A Breeze For Mövenpick In Egypt: One Temperature-Controlled In Germany Return to Headlines
In early 2005 Mövenpick Hotels & Resorts will chalk up its eleventh property in Egypt with the opening of the de luxe 434-room Mövenpick Resort & Casino Taba in Taba, on the Red Sea. Meanwhile, in the German city of Brunswick there is really only one port of call for all fans of quality air conditioning: the four-star Mövenpick Hotel Braunschweig, the city's only fully air conditioned hotel. This summer marked the end of a four-year renovation programme at the 148-room property. In 2003 and 2004 Mövenpick and insurance group Allianz spent €2.9 million on the renovation of the rooms.

De Vere Group Knows That Every Cloud Has A Silver Lining Return to Headlines
How typical of the British to mention the weather even in the midst of giving a pre-close update on trading for the year ending 26 September 2004. Yet this was no mere small talk on the part of De Vere Group, more a tale of how the company triumphed over the leaden skies so characteristic of summertime in the UK. Quite clearly fed up with trying to coax damp barbecues into raging infernos, people left home to stay at a De Vere Hotel – the portfolio recorded a 2.5% increase in like-for-like RevPAR on the previous year – or at one of the Village hotels, which saw RevPAR climb 7.2%, to £44.43. The company also gave a progress report on the two hotels as yet unsold of the four it put up for sale in January, and, like the financials, this news too was a ray of sunshine. De Vere Group has exchanged contracts on the 136-room De Vere Bellhouse in Beaconsfield, Buckinghamshire, and expects to make £14.4 million gross. The sale of the 115-room De Vere Dormy is continuing and the hotel on the south coast near Bournemouth is expected to fetch more than its book value.
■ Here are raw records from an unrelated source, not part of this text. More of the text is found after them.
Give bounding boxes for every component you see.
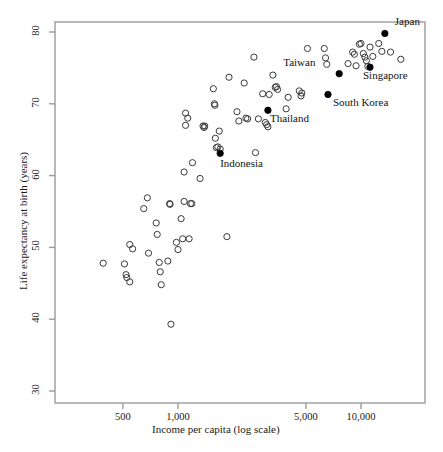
point-label-taiwan: Taiwan <box>283 56 315 68</box>
point-label-japan: Japan <box>395 15 420 27</box>
point-label-south-korea: South Korea <box>333 96 388 108</box>
y-tick-label: 60 <box>30 162 41 186</box>
y-tick-label: 80 <box>30 19 41 43</box>
point-label-singapore: Singapore <box>363 69 408 81</box>
x-tick-label: 10,000 <box>338 411 384 422</box>
y-axis-title: Life expectancy at birth (years) <box>17 152 29 290</box>
point-label-thailand: Thailand <box>270 112 309 124</box>
scatter-plot-figure: Life expectancy at birth (years) Income … <box>0 0 443 452</box>
y-tick-label: 70 <box>30 90 41 114</box>
axis-ticks <box>49 32 361 409</box>
x-tick-label: 1,000 <box>155 411 201 422</box>
point-label-indonesia: Indonesia <box>220 157 263 169</box>
y-tick-label: 30 <box>30 378 41 402</box>
plot-canvas <box>0 0 443 452</box>
y-tick-label: 40 <box>30 306 41 330</box>
data-points <box>100 30 404 327</box>
y-tick-label: 50 <box>30 234 41 258</box>
x-tick-label: 5,000 <box>283 411 329 422</box>
x-tick-label: 500 <box>100 411 146 422</box>
x-axis-title: Income per capita (log scale) <box>152 423 280 435</box>
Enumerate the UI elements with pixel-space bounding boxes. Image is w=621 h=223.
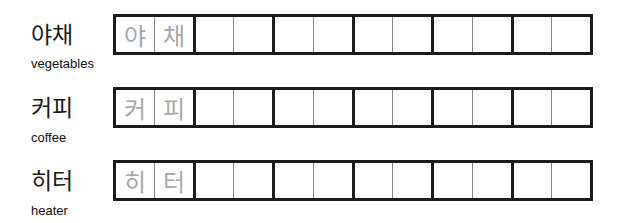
korean-word: 커피 — [31, 97, 73, 120]
writing-grid: 커 피 — [113, 87, 593, 128]
practice-cell — [473, 17, 514, 52]
trace-cell: 피 — [155, 90, 196, 125]
practice-cell — [393, 90, 434, 125]
english-translation: heater — [31, 204, 68, 217]
practice-cell — [275, 90, 314, 125]
practice-cell — [196, 17, 235, 52]
practice-cell — [393, 17, 434, 52]
english-translation: vegetables — [31, 57, 94, 70]
practice-cell — [514, 17, 553, 52]
practice-cell — [314, 90, 355, 125]
trace-cell: 채 — [155, 17, 196, 52]
practice-cell — [234, 17, 275, 52]
practice-cell — [473, 90, 514, 125]
practice-cell — [196, 90, 235, 125]
trace-cell: 히 — [116, 163, 155, 198]
practice-cell — [552, 163, 590, 198]
practice-cell — [434, 17, 473, 52]
practice-cell — [552, 90, 590, 125]
practice-cell — [355, 17, 394, 52]
practice-cell — [314, 17, 355, 52]
korean-word: 히터 — [31, 170, 73, 193]
practice-cell — [234, 163, 275, 198]
english-translation: coffee — [31, 131, 66, 144]
practice-cell — [434, 90, 473, 125]
practice-cell — [514, 163, 553, 198]
trace-cell: 터 — [155, 163, 196, 198]
trace-cell: 야 — [116, 17, 155, 52]
korean-word: 야채 — [31, 24, 73, 47]
practice-cell — [275, 163, 314, 198]
writing-grid: 야 채 — [113, 14, 593, 55]
practice-cell — [314, 163, 355, 198]
writing-grid: 히 터 — [113, 160, 593, 201]
practice-cell — [473, 163, 514, 198]
trace-cell: 커 — [116, 90, 155, 125]
practice-cell — [393, 163, 434, 198]
practice-cell — [514, 90, 553, 125]
practice-cell — [234, 90, 275, 125]
practice-cell — [355, 163, 394, 198]
practice-cell — [196, 163, 235, 198]
practice-cell — [355, 90, 394, 125]
practice-cell — [552, 17, 590, 52]
practice-cell — [434, 163, 473, 198]
practice-cell — [275, 17, 314, 52]
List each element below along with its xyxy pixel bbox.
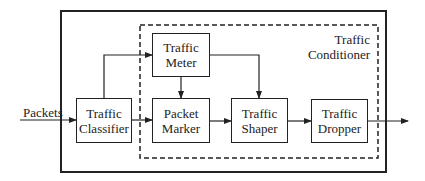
traffic-conditioner-label: Traffic Conditioner: [300, 32, 370, 62]
traffic-conditioner-label-line1: Traffic: [300, 32, 370, 47]
node-label-line2: Classifier: [79, 121, 129, 136]
node-label-line2: Meter: [165, 55, 196, 70]
input-label: Packets: [23, 105, 63, 120]
traffic-shaper-node: Traffic Shaper: [231, 98, 288, 143]
packet-marker-node: Packet Marker: [152, 98, 210, 143]
node-label-line1: Packet: [164, 106, 199, 121]
node-label-line1: Traffic: [86, 106, 121, 121]
traffic-conditioner-label-line2: Conditioner: [300, 47, 370, 62]
traffic-classifier-node: Traffic Classifier: [76, 98, 132, 143]
node-label-line2: Shaper: [241, 121, 277, 136]
meter-to-shaper-arrow: [210, 55, 259, 98]
node-label-line1: Traffic: [322, 106, 357, 121]
node-label-line2: Marker: [162, 121, 200, 136]
classifier-to-meter-arrow: [104, 55, 152, 98]
diagram-lines: [0, 0, 425, 181]
traffic-meter-node: Traffic Meter: [152, 33, 210, 77]
node-label-line1: Traffic: [242, 106, 277, 121]
node-label-line1: Traffic: [163, 40, 198, 55]
node-label-line2: Dropper: [318, 121, 361, 136]
traffic-dropper-node: Traffic Dropper: [311, 99, 368, 143]
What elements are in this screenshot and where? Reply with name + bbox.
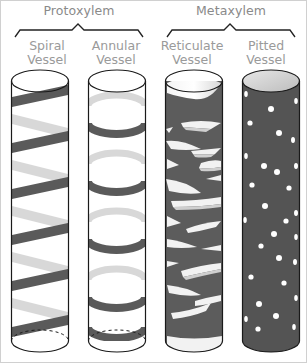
annular-vessel <box>88 95 145 338</box>
xylem-vessels-diagram: Protoxylem Metaxylem Spiral Vessel Annul… <box>0 0 307 363</box>
pitted-vessel <box>243 70 300 352</box>
spiral-vessel <box>12 85 68 337</box>
protoxylem-brace <box>15 24 143 37</box>
metaxylem-brace <box>167 24 295 37</box>
reticulate-vessel <box>165 70 223 353</box>
diagram-artwork <box>1 1 306 362</box>
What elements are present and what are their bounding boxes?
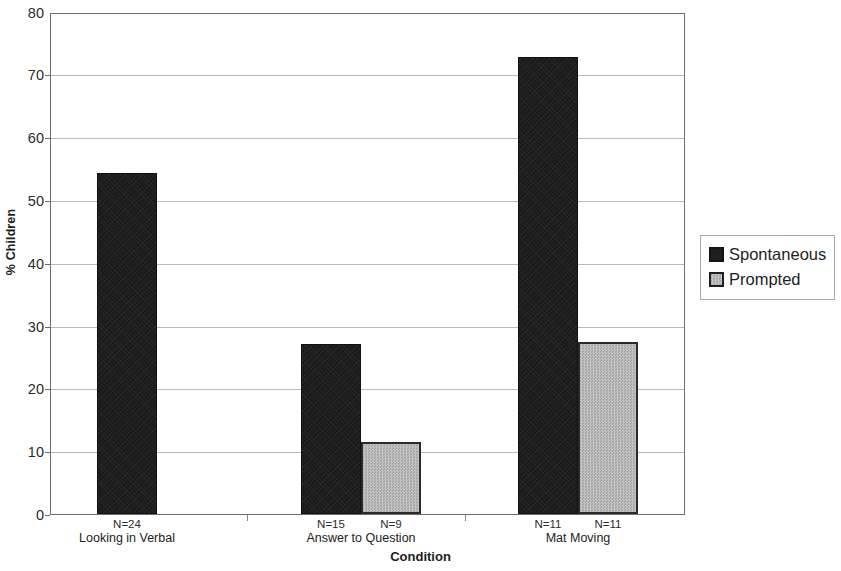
legend: Spontaneous Prompted: [700, 235, 835, 300]
gray-square-swatch-icon: [709, 272, 724, 287]
y-tick-label-70: 70: [0, 68, 44, 83]
dark-square-swatch-icon: [709, 247, 724, 262]
legend-item-spontaneous[interactable]: Spontaneous: [709, 242, 826, 267]
n-label-answer-to-question-prompted: N=9: [380, 518, 401, 531]
gridline-70: [51, 75, 684, 76]
x-group-label-mat-moving: Mat Moving: [546, 531, 611, 545]
bar-answer-to-question-spontaneous: [301, 344, 361, 514]
n-label-looking-in-verbal-spontaneous: N=24: [113, 518, 141, 531]
legend-item-prompted[interactable]: Prompted: [709, 267, 826, 292]
y-tick-label-30: 30: [0, 320, 44, 335]
y-tick-mark-0: [45, 515, 50, 516]
n-label-answer-to-question-spontaneous: N=15: [317, 518, 345, 531]
x-group-label-answer-to-question: Answer to Question: [306, 531, 415, 545]
bar-chart-figure: 80 70 60 50 40 30 20 10 0 % Children: [0, 0, 841, 571]
bar-answer-to-question-prompted: [361, 442, 421, 514]
y-tick-label-20: 20: [0, 382, 44, 397]
bar-mat-moving-prompted: [578, 342, 638, 514]
y-tick-label-80: 80: [0, 6, 44, 21]
x-axis-title: Condition: [0, 549, 841, 564]
x-tick-mark-2: [465, 515, 466, 521]
gridline-60: [51, 138, 684, 139]
y-tick-label-10: 10: [0, 445, 44, 460]
bar-mat-moving-spontaneous: [518, 57, 578, 514]
y-tick-label-0: 0: [0, 508, 44, 523]
n-label-mat-moving-spontaneous: N=11: [535, 518, 562, 531]
legend-label-spontaneous: Spontaneous: [729, 246, 826, 263]
plot-area: [50, 13, 685, 515]
x-group-label-looking-in-verbal: Looking in Verbal: [79, 531, 175, 545]
y-tick-label-60: 60: [0, 131, 44, 146]
y-axis-title: % Children: [4, 202, 18, 282]
legend-label-prompted: Prompted: [729, 271, 801, 288]
x-tick-mark-1: [247, 515, 248, 521]
n-label-mat-moving-prompted: N=11: [595, 518, 622, 531]
bar-looking-in-verbal-spontaneous: [97, 173, 157, 514]
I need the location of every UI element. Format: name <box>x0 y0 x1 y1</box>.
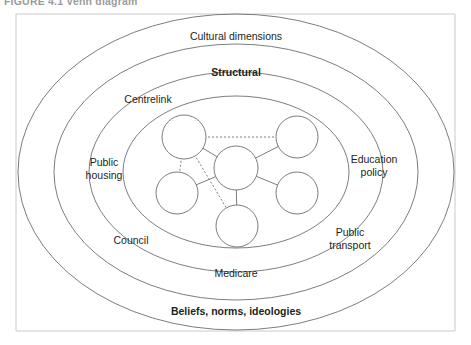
ring-label-public-housing: Public housing <box>86 156 123 181</box>
ring-label-centrelink: Centrelink <box>124 93 171 106</box>
network-nodes <box>156 115 318 247</box>
ring-label-beliefs-norms: Beliefs, norms, ideologies <box>171 305 301 318</box>
venn-network-diagram <box>0 0 471 345</box>
node-top-left[interactable] <box>162 115 206 159</box>
figure-container: FIGURE 4.1 Venn diagram <box>0 0 471 345</box>
ring-label-cultural-dimensions: Cultural dimensions <box>190 30 282 43</box>
ring-label-education-policy: Education policy <box>351 153 398 178</box>
node-bottom[interactable] <box>216 205 258 247</box>
node-top-right[interactable] <box>276 116 318 158</box>
ring-label-medicare: Medicare <box>214 267 257 280</box>
ring-label-structural: Structural <box>211 66 261 79</box>
ring-label-council: Council <box>113 234 148 247</box>
ring-label-public-transport: Public transport <box>329 226 370 251</box>
node-mid-left[interactable] <box>156 172 198 214</box>
node-center[interactable] <box>214 146 258 190</box>
node-mid-right[interactable] <box>276 172 318 214</box>
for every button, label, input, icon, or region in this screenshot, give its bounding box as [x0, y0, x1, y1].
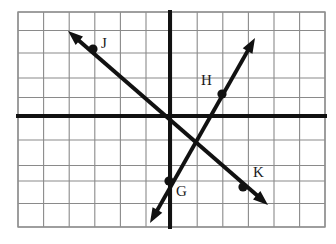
- point-K: [238, 182, 247, 191]
- line-GH-arrowhead-start: [150, 207, 162, 223]
- point-label-K: K: [253, 165, 264, 180]
- point-label-H: H: [201, 73, 212, 88]
- point-J: [88, 44, 97, 53]
- point-G: [164, 176, 173, 185]
- point-label-G: G: [176, 184, 187, 199]
- coordinate-plane-canvas: [0, 0, 336, 244]
- point-label-J: J: [101, 36, 107, 51]
- coordinate-plane-figure: JHGK: [0, 0, 336, 244]
- point-H: [217, 89, 226, 98]
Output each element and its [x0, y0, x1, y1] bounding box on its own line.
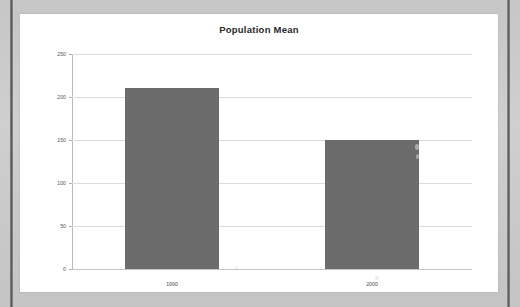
- bars-group: 19902000: [72, 54, 472, 269]
- scan-speck: [375, 276, 379, 280]
- y-axis-tick-mark: [69, 269, 72, 270]
- y-axis-tick-label: 100: [57, 180, 66, 186]
- scan-speck: [415, 144, 419, 150]
- bar-2000: 2000: [325, 140, 419, 269]
- scan-speck: [235, 266, 238, 269]
- y-axis-tick-label: 0: [63, 266, 66, 272]
- x-axis-tick-label: 2000: [366, 281, 378, 287]
- y-axis-tick-label: 250: [57, 51, 66, 57]
- screenshot-root: Population Mean 050100150200250 19902000: [0, 0, 520, 307]
- y-axis-tick-label: 50: [60, 223, 66, 229]
- x-axis-tick-label: 1990: [166, 281, 178, 287]
- page-right-edge: [507, 0, 510, 307]
- chart-title: Population Mean: [20, 24, 498, 35]
- scan-speck: [416, 154, 419, 159]
- plot-area: 050100150200250 19902000: [72, 54, 472, 269]
- bar-1990: 1990: [125, 88, 219, 269]
- y-axis-tick-label: 150: [57, 137, 66, 143]
- page-left-edge: [10, 0, 13, 307]
- y-axis-tick-label: 200: [57, 94, 66, 100]
- gridline: [72, 269, 472, 270]
- chart-card: Population Mean 050100150200250 19902000: [20, 14, 498, 292]
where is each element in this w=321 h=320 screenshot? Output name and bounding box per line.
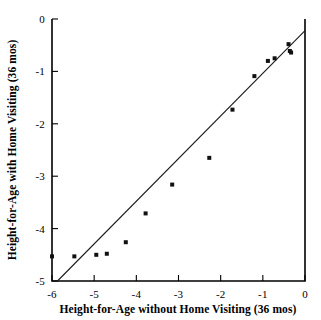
x-tick-label: -1 — [258, 288, 268, 300]
plot-frame — [52, 19, 305, 281]
x-tick-label: -5 — [89, 288, 99, 300]
y-tick-label: -5 — [35, 275, 45, 287]
x-axis-ticks — [52, 275, 305, 281]
data-point — [124, 240, 128, 244]
x-axis-title: Height-for-Age without Home Visiting (36… — [60, 303, 297, 316]
data-point — [105, 252, 109, 256]
data-point — [170, 183, 174, 187]
chart-canvas: -5-4-3-2-10 -6-5-4-3-2-10 Height-for-Age… — [0, 0, 321, 320]
data-point — [273, 56, 277, 60]
data-point — [50, 254, 54, 258]
y-tick-label: -2 — [35, 118, 45, 130]
x-tick-label: -6 — [47, 288, 57, 300]
data-point — [287, 42, 291, 46]
x-tick-label: -3 — [174, 288, 184, 300]
y-tick-label: -3 — [35, 170, 45, 182]
y-axis-ticks — [52, 19, 58, 281]
identity-reference-line — [57, 31, 305, 281]
x-axis-tick-labels: -6-5-4-3-2-10 — [47, 288, 308, 300]
y-tick-label: -1 — [35, 65, 45, 77]
x-tick-label: -4 — [132, 288, 142, 300]
y-axis-title: Height-for-Age with Home Visiting (36 mo… — [6, 40, 19, 261]
y-tick-label: 0 — [39, 13, 45, 25]
y-tick-label: -4 — [35, 223, 45, 235]
data-point — [94, 253, 98, 257]
x-tick-label: 0 — [302, 288, 308, 300]
data-point — [72, 254, 76, 258]
y-axis-tick-labels: -5-4-3-2-10 — [35, 13, 45, 287]
scatter-plot-figure: -5-4-3-2-10 -6-5-4-3-2-10 Height-for-Age… — [0, 0, 321, 320]
reference-line-segment — [57, 31, 305, 281]
data-point — [289, 51, 293, 55]
data-point — [252, 74, 256, 78]
data-point-group — [50, 42, 293, 258]
data-point — [207, 156, 211, 160]
data-point — [266, 59, 270, 63]
x-tick-label: -2 — [216, 288, 226, 300]
axis-frame — [52, 19, 305, 281]
data-point — [144, 211, 148, 215]
data-point — [230, 108, 234, 112]
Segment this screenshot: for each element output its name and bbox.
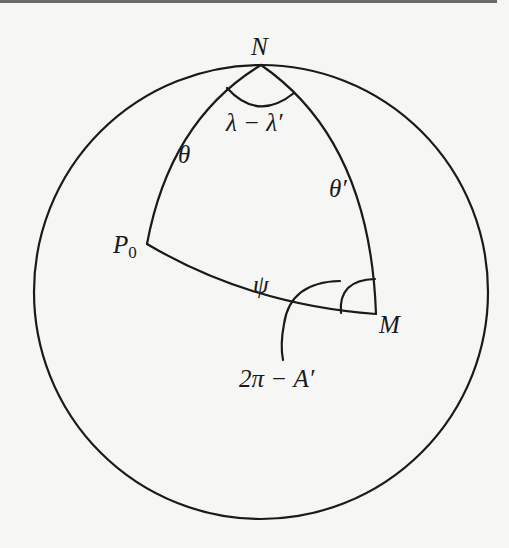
label-two-pi-minus-a-prime: 2π − A′ bbox=[239, 365, 315, 392]
label-psi: ψ bbox=[253, 271, 269, 298]
label-lambda-difference: λ − λ′ bbox=[225, 109, 283, 136]
label-n: N bbox=[250, 33, 269, 60]
label-p0-subscript: 0 bbox=[128, 243, 137, 262]
label-theta: θ bbox=[178, 141, 190, 168]
label-p0: P0 bbox=[112, 231, 137, 262]
angle-arc-at-m-outer bbox=[282, 281, 340, 360]
label-p0-main: P bbox=[112, 231, 128, 258]
label-m: M bbox=[378, 311, 401, 338]
label-theta-prime: θ′ bbox=[329, 175, 347, 202]
side-theta-arc bbox=[147, 65, 261, 244]
angle-arc-at-n bbox=[227, 88, 294, 106]
spherical-triangle-figure: N P0 M θ θ′ ψ λ − λ′ 2π − A′ bbox=[0, 0, 509, 548]
angle-arc-at-m-inner bbox=[341, 279, 375, 313]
Grupo Prasa Purchases Vilamoura Return to Headlines
Planfipsa, a holding company owned by Grupo André Jordan, has sold the Vilamoura luxury resort development on the Algarve in Portugal to Spanish real estate firm Grupo Prasa for an undisclosed sum. Grupo André Jordan will continue to own and manage the five golf courses at the resort, while Grupo Prasa will be making full use of the building rights it acquired in the deal to judge from reports. These suggest that over the next 12 to 18 years the group will spend €1 billion on the construction of more hotels, golf courses, homes and shopping centres. Elsewhere in Portugal, Altis Hotels has signed the franchise agreements that will allow it to bring two more Golden Tulip hotels to the capital Lisbon. The Portuguese firm, which already owns the 303-room Golden Tulip Altis, enhances its collection with the 300-room Golden Tulip Altis Park and the 42 apartments of the Golden Tulip Altis Suites.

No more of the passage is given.